The skirt-chasing "Shark" star told Craig Ferguson on "The Late Late Show" he started getting weird vibes from the couple when Simpson invited him to dinner years before Nicole was savagely murdered.

As they sat in a fancy restaurant in Palm Springs and Simpson got into a conversation with Nicole's sister Denise Brown, Nicole began eyeing Woods. "[She was] this curvy, gorgeous blonde . . . and she starts talking to me, and everything is about how she is really not happy with her marriage. I'm going through a divorce at the time, and I'm taking the bait. I guess I'm kind of being set up," Woods recalled.

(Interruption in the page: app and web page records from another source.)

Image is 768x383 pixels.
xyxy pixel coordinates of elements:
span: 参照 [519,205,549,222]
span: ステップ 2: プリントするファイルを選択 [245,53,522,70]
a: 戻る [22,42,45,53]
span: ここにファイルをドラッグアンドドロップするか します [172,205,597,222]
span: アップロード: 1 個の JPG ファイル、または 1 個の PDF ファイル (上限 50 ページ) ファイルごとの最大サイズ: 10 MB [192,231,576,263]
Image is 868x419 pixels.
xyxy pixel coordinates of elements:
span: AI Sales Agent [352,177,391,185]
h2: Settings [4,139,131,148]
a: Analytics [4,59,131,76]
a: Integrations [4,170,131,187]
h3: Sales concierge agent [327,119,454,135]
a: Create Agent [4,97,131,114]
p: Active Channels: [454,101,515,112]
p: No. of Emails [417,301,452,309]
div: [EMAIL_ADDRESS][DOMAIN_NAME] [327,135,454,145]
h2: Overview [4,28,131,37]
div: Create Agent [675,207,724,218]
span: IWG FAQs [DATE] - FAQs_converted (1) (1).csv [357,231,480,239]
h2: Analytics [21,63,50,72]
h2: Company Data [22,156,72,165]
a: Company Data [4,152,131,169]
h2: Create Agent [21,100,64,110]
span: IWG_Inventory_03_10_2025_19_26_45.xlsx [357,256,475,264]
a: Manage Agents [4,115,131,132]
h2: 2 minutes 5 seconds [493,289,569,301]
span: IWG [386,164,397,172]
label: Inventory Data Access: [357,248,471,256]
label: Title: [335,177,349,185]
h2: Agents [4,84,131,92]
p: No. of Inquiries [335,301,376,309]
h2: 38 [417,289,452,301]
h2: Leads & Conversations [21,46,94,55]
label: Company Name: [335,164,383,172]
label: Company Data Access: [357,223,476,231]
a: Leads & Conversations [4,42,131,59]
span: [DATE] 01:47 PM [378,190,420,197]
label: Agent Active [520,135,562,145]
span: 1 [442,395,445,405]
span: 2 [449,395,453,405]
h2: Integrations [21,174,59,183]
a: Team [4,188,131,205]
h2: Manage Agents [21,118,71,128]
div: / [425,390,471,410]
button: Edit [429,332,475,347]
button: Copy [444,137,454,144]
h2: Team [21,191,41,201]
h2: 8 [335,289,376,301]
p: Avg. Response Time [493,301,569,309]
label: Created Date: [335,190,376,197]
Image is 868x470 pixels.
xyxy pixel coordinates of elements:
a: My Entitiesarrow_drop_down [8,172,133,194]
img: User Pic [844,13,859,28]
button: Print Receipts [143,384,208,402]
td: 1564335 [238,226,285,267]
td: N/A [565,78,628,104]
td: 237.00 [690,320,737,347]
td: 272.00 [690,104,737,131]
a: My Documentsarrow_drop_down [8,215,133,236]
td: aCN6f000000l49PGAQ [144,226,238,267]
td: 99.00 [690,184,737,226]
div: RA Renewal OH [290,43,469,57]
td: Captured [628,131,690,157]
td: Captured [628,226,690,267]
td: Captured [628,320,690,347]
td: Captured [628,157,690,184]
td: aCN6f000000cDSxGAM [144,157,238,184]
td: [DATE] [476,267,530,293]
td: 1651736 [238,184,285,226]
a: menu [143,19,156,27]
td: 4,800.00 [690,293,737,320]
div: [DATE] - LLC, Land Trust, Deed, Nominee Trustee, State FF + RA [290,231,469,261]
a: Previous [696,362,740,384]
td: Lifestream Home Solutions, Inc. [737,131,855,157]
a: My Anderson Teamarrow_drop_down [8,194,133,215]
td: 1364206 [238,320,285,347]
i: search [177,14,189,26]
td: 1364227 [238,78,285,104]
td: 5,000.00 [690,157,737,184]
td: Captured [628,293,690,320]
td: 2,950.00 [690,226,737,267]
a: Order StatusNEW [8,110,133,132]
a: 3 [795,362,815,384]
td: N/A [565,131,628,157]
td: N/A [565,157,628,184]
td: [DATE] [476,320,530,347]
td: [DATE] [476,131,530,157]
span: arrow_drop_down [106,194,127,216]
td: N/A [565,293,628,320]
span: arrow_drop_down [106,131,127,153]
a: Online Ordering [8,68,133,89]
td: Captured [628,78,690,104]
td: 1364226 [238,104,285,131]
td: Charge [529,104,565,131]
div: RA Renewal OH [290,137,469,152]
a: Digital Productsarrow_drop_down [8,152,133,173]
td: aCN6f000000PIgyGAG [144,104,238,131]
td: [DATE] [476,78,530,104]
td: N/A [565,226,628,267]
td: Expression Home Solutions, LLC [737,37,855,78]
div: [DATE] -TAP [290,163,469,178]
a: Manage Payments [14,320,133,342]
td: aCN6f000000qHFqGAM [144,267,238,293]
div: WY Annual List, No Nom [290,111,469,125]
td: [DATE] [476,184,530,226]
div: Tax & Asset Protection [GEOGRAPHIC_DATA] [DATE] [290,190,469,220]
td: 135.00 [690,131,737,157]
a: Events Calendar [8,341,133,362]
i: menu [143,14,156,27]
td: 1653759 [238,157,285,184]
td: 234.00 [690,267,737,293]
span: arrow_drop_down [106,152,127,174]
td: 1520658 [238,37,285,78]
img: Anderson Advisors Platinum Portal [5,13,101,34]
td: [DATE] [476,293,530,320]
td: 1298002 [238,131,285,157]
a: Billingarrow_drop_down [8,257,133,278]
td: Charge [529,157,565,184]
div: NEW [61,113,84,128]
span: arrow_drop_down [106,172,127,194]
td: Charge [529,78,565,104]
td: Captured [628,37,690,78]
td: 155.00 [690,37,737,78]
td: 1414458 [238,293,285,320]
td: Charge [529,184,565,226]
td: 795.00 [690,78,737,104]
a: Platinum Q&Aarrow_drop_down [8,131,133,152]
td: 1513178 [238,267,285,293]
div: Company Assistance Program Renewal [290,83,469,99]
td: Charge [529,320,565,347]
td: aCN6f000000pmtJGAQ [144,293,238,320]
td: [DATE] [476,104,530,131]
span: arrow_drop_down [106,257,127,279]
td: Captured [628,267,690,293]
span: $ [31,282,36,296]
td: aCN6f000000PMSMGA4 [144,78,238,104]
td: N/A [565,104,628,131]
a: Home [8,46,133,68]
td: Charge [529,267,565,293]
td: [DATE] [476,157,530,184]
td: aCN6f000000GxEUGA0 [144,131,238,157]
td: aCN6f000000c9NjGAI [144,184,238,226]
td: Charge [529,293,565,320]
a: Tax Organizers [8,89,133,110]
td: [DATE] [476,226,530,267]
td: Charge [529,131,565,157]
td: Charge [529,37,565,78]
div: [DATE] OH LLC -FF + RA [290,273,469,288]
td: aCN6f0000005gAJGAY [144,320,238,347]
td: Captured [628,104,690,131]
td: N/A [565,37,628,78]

Later, when he got back to his hotel, Woods said O.J. and Nicole, looking cozy, walked by his room and invited him for a "late-night nightcap" in their suite. "It was very odd," he told Ferguson. "About four days later, I get at my house a letter from her, 'Dear Jimmy,' with a little heart where the 'i" is, [saying] 'O.J. is out of town, maybe you would like to get together.' [I thought], this can't be possible."

Meanwhile, Simpson's recent armed robbery bust in Las Vegas has revealed the extent of the business that has developed over his signed sports memorabilia. While O.J. claims he was simply re-taking possession of collectibles that were rightfully his, the hotel room confrontation sounds more like a scene from "The Treasure of the Sierra Madre," the classic tale of gold and greed consuming partners who end up killing each other.

Celia Farber, who wrote about "O.J. Incorporated" for Rolling Stone in 2000, reports Simpson had been selling his signature through agent Mike Gilbert since 1989, but the market really took off five years later after the double murder of Nicole and Ron Goldman, when Simpson's autograph quadrupled in value.

Gilbert would sneak items into the courthouse, past the media hordes outside. "We just kept signing . . . for the entire 16 months that O.J. was incarcerated . . . while they were delivering the verdict, we were still signing," Gilbert told Farber.